Indeed, crowdfunding may be most viable as a stepping stone to funding architecture, rather than a singular means. It has the power to generate interest and to fund initial prototypes, which can all be leveraged into broader popular and political support. The Luchtsingel follows a similar scenario. After ZUS successfully fundraised for the bridge’s first leg by selling wooden planks, they entered the project into a competition sponsored by the local government, which allowed groups to submit civic projects to a citizen’s vote. The Luchtsingel had already mobilized media and popular support through crowdfunding and thus easily won the competition, landing ZUS $4 million to complete the next span to the new park.
On the home front, the number of architects in Canada venturing into crowdfunding is comparatively sparse.

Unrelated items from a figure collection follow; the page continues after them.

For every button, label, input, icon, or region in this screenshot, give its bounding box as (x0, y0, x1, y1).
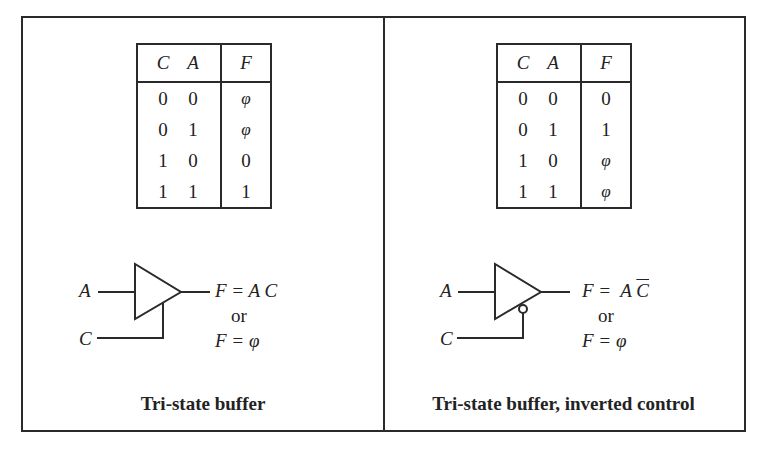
output-equation-prefix: F = A (582, 280, 636, 301)
alt-equation: F = φ (582, 330, 626, 352)
inverted-c: C (636, 280, 649, 301)
or-text: or (598, 305, 614, 327)
caption: Tri-state buffer, inverted control (385, 393, 742, 415)
input-label-a: A (440, 280, 452, 302)
tri-state-buffer-inverted-symbol (0, 0, 764, 450)
output-equation: F = A C (582, 280, 649, 302)
control-label-c: C (440, 328, 453, 350)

Last summer, Toronto-raised architect Jimenez Lai used Kickstarter to fund a live-in installation at the Architecture Foundation in London, UK. The Everything Roof, initiated without an architect at the helm, will convert the roof of Toronto’s Centre for Social Innovation Annex into an urban farm, community hub and educational space. It garnered $10,000 on Indiegogo. In fact, Canadian communities have proven quite adept at self-initiating improvements to their civic spaces. Over the past decade, Friends of Dufferin Grove Park in Toronto raised funds to construct an outdoor brick oven, improve the Zamboni shed adjacent to their skating rink, build a new playground, and bring a farmers’ market and other regular events to the park.
While a serious discussion is needed about the financing of improvements to our public realm, crowdfunding undoubtedly opens up opportunities, presenting an option to be considered by both designers and communities alike. Architects seeking to work more proactively on local civic improvements might be wise to seek out local organizations, find projects worthy of crowdfunding, and start a campaign. You have my pledge. CA
Brendan Cormier is an urban designer, writer and currently the managing editor for Volume magazine.